**Exercise brief**
The response must be the exact lines from the line holding "This screenshot has height=219, width=390." through the end of the entries, with no pictures and nothing else.

=-=-=-=-=

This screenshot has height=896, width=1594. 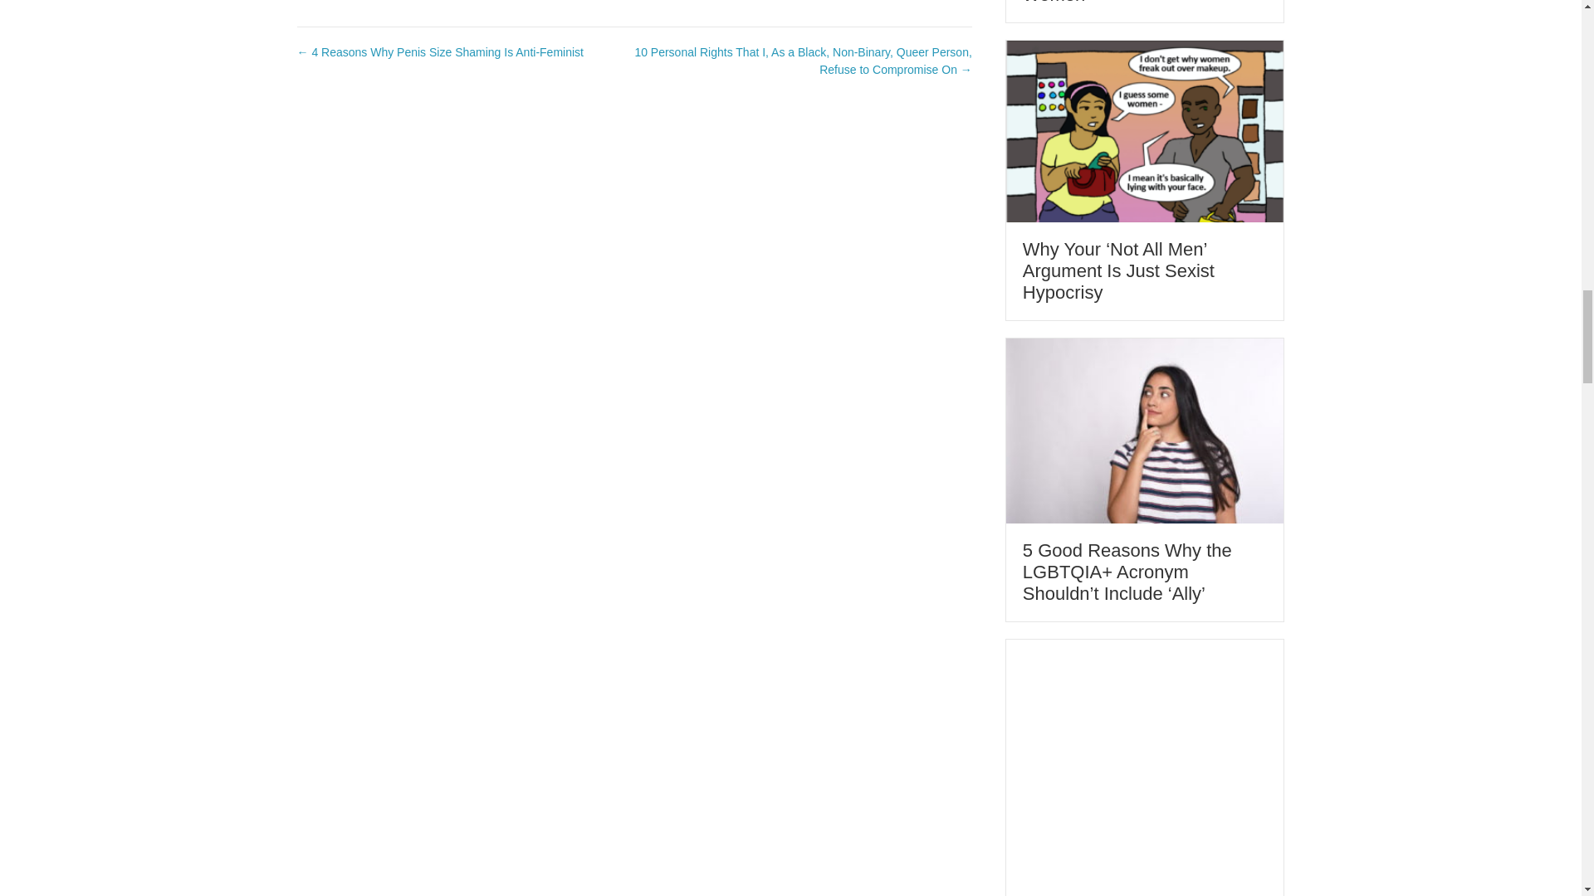 What do you see at coordinates (1116, 2) in the screenshot?
I see `4 Ways Mainstream Feminism Fails Muslim Women` at bounding box center [1116, 2].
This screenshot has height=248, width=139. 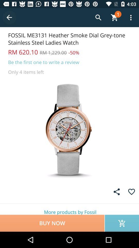 What do you see at coordinates (52, 223) in the screenshot?
I see `flip until buy now` at bounding box center [52, 223].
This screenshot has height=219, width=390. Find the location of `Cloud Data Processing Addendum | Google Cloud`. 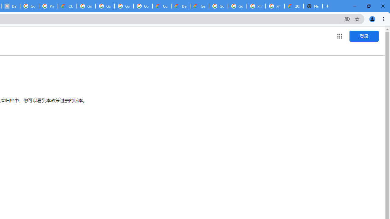

Cloud Data Processing Addendum | Google Cloud is located at coordinates (67, 6).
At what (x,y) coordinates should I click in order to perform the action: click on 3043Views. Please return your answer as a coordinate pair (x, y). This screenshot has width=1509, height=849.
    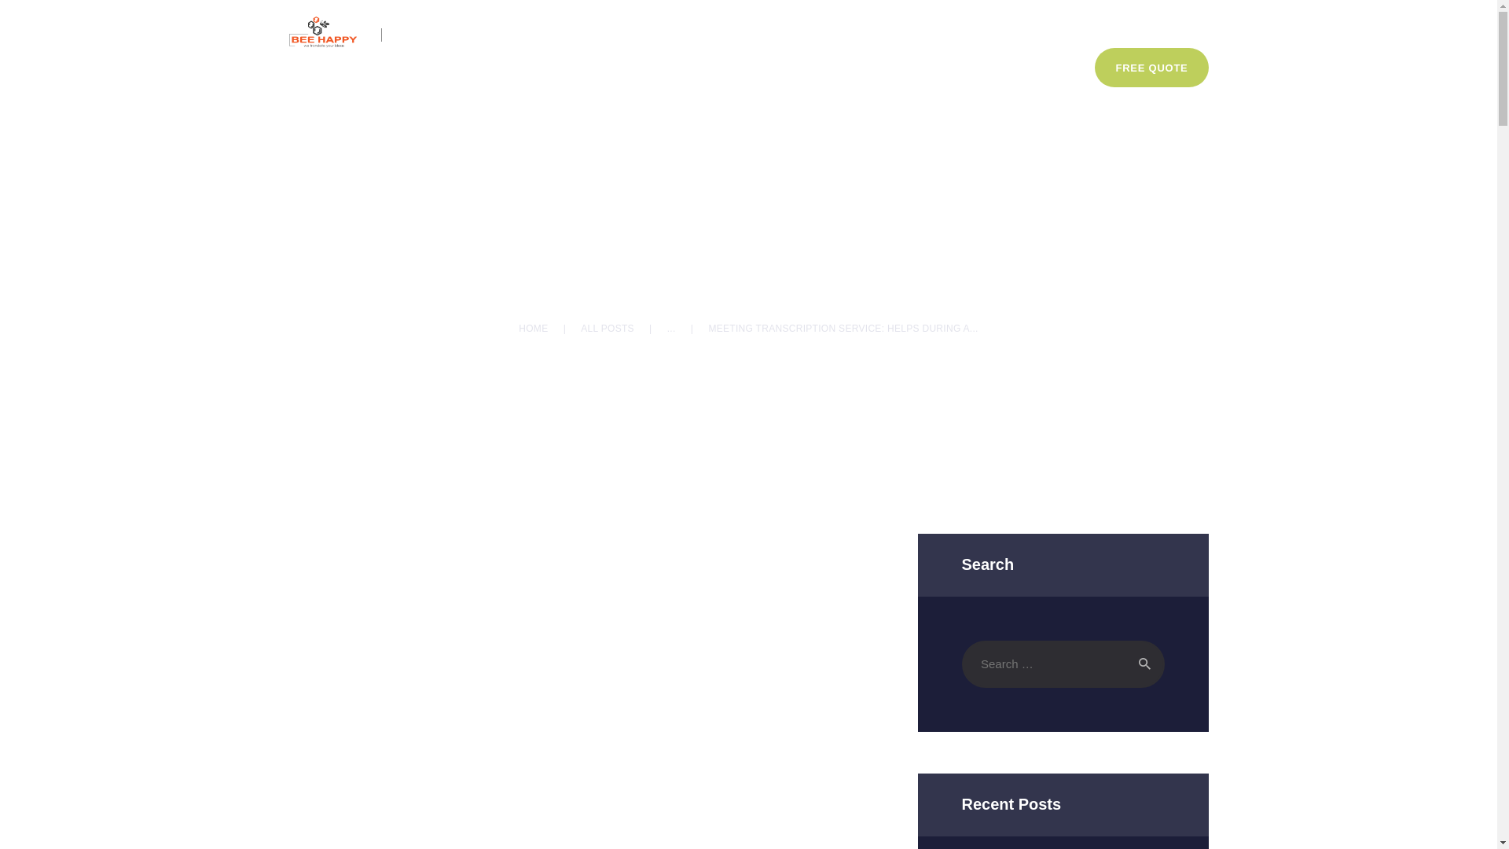
    Looking at the image, I should click on (820, 223).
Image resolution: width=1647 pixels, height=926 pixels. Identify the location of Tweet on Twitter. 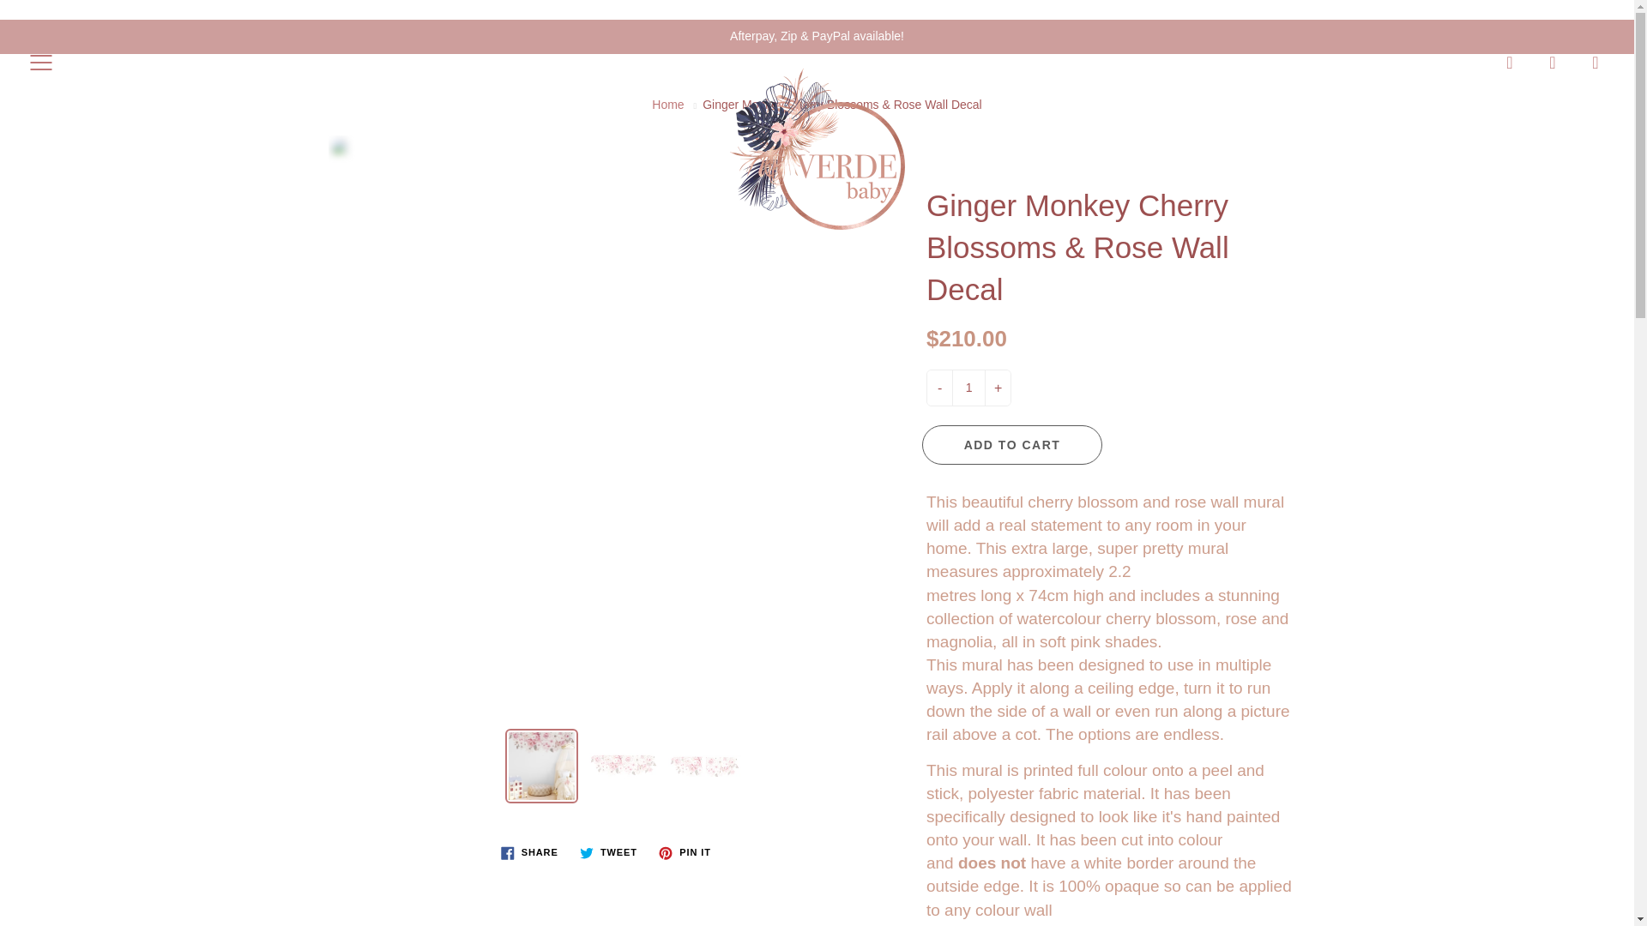
(608, 853).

=-=-=-=-=

**Response to the exercise**
This screenshot has height=219, width=390. Find the location of `Cloud Data Processing Addendum | Google Cloud`. 

Cloud Data Processing Addendum | Google Cloud is located at coordinates (67, 6).
At what (x,y) coordinates should I click in order to perform the action: click on 3043Views. Please return your answer as a coordinate pair (x, y). This screenshot has width=1509, height=849.
    Looking at the image, I should click on (820, 223).
Image resolution: width=1647 pixels, height=926 pixels. Identify the location of Tweet on Twitter. 
(608, 853).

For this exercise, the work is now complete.